Westworld star Jeffrey Wright has admitted the 1999 Open at Carnoustie could rival any plot served up in the cowboy-robot drama.
Wright stars in HBO’s $100m reboot of the largely forgotten 70s sci-fi movie about cowboy robots running amok in a futuristic theme park which has become the biggest TV sensation since Game of Thrones.
The 52-year-old, who plays the scientist Bernard Lowe, has revealed he was in the gallery at Carnoustie in 1999.
He said he knows reality can be far more sinister than anything on stage or screen.
Paul Lawrie came from a record 10 shots back to win a play-off after Jean van de Velde’s famous flounder in the Barry Burn at the final hole.
“Golf’s version of the Hindenburg,” said Wright.
“And then, appropriately, it started to rain.
“It was just the most miserable, weird, glorious spectacle.”
Jean van de Velde famously threw away the 1999 Open at the final hole despite teeing off with a three-shot lead.
The Frenchman chose to use his driver off the tee and proceeded to drive the ball to the right of the burn.
Rather than laying up and hitting the green with his third, van de Velde decided to go for the green with his second shot.
His shot drifted right, ricocheted backwards off the railings of the grandstands by the side of the green, landed on top of the stone wall of the Barry Burn and then bounced 50 yards backwards into knee-deep rough.
On his third shot, van de Velde’s club got tangled in the rough on his downswing, and his ball flew into the Barry Burn.
He removed his shoes and socks and walked through the water as he debated whether to try to hit his ball out of the burn around the 18th green.
Van de Velde eventually took a drop and proceeded to hit his fifth shot into the green side bunker before blasting out to within six feet from the hole.
He made the putt for a triple-bogey seven, dropping him into a three-way play-off with Justin Leonard and Paul Lawrie.
Scotsman Lawrie eventually triumphed in the play-off.
Westworld star Wright – who started playing golf aged four – still can’t believe what he witnessed.
In the following days he decided to play the course for himself after a teaching pro in Florida decided his swing needed a complete overhaul.
“I was an absolute mess,” he said.
“The wind was howling, and I had this unfamiliar swing.
“If Van de Velde had witnessed it, he might have felt a bit better.”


*Task description*. Every entry below should be reproduced exactly; no picture is to be included.

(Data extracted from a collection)
# # # # #

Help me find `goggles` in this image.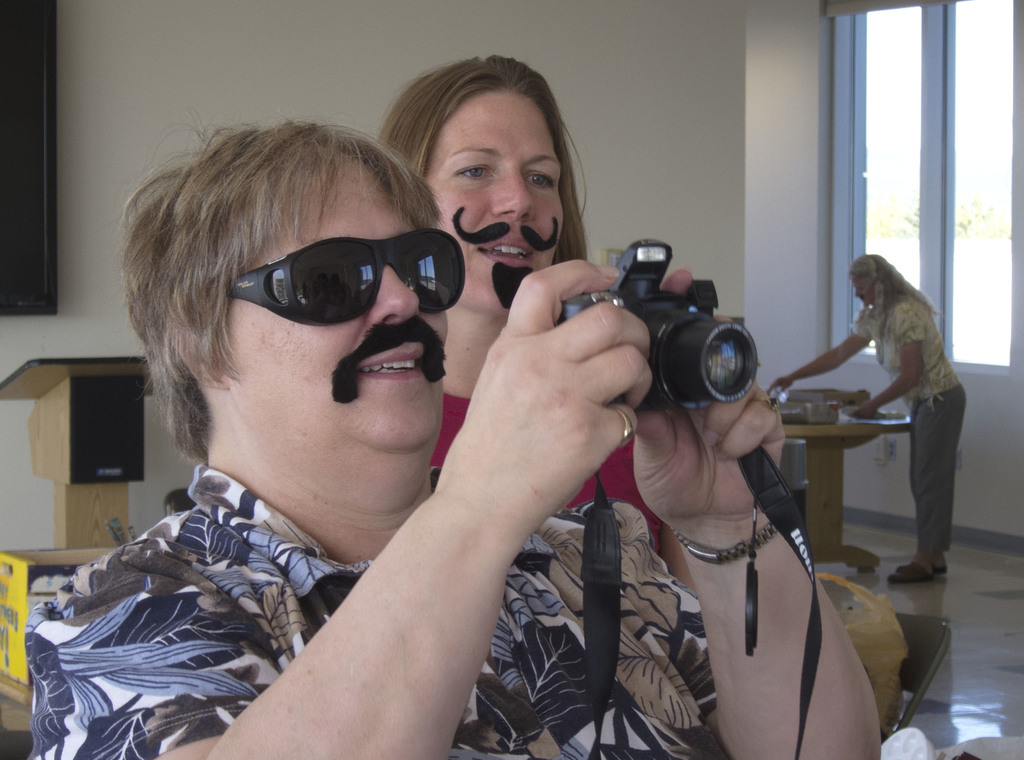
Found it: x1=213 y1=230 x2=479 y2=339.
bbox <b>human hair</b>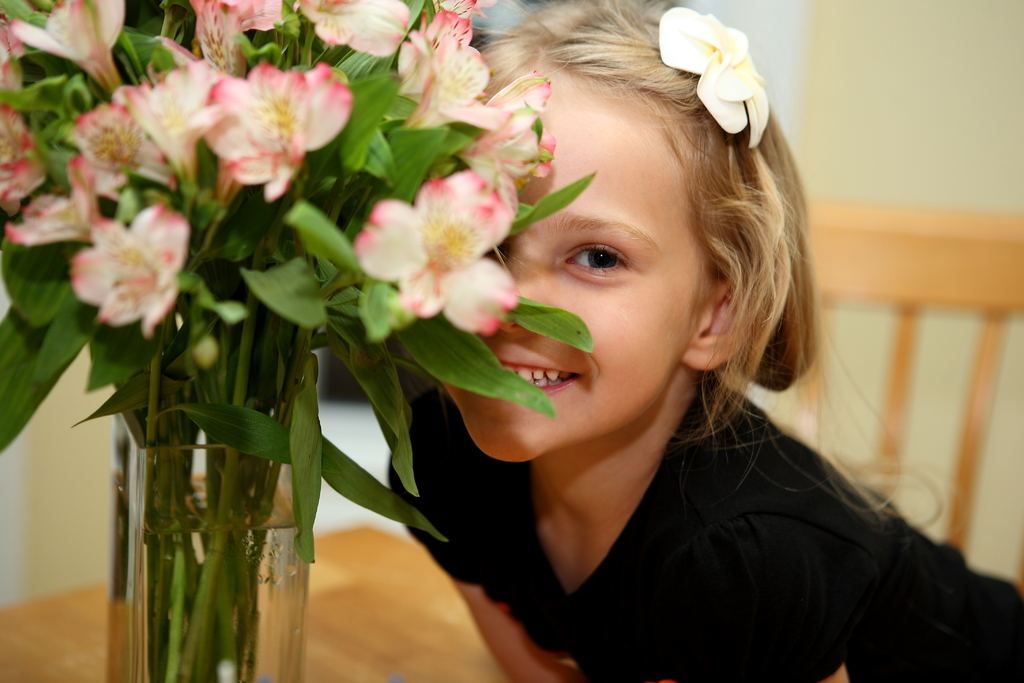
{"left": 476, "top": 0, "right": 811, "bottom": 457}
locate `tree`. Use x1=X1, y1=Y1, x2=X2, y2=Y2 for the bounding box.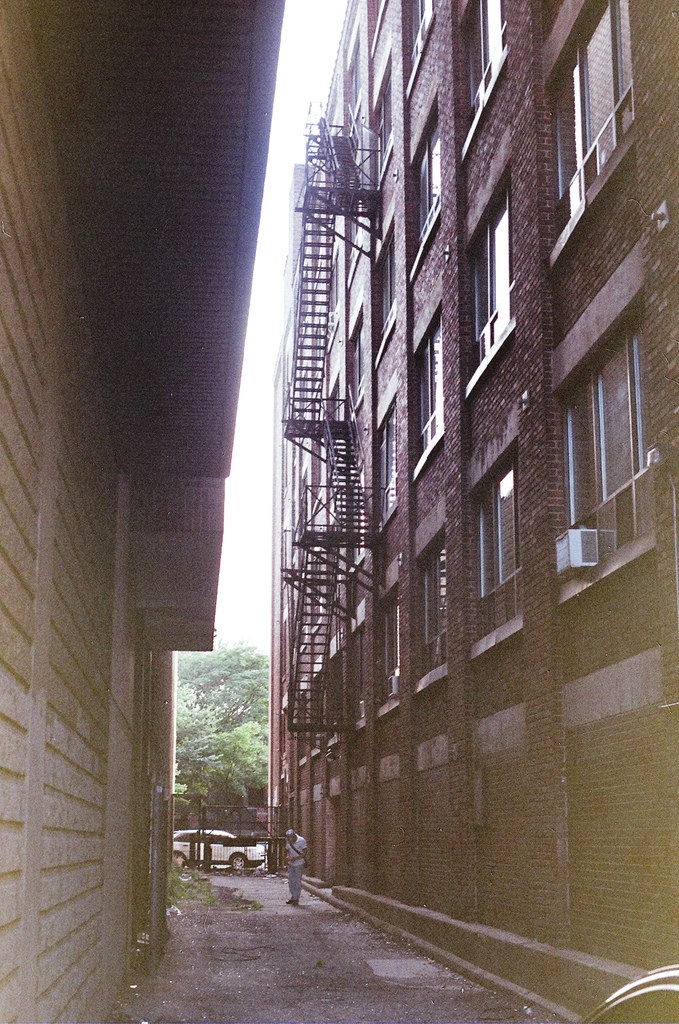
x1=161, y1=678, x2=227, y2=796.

# # # # #

*Written solution*.
Help me find `goggles` in this image.
Found it: x1=213 y1=230 x2=479 y2=339.
bbox <b>human hair</b>
{"left": 476, "top": 0, "right": 811, "bottom": 457}
locate `tree`. Use x1=X1, y1=Y1, x2=X2, y2=Y2 for the bounding box.
x1=161, y1=678, x2=227, y2=796.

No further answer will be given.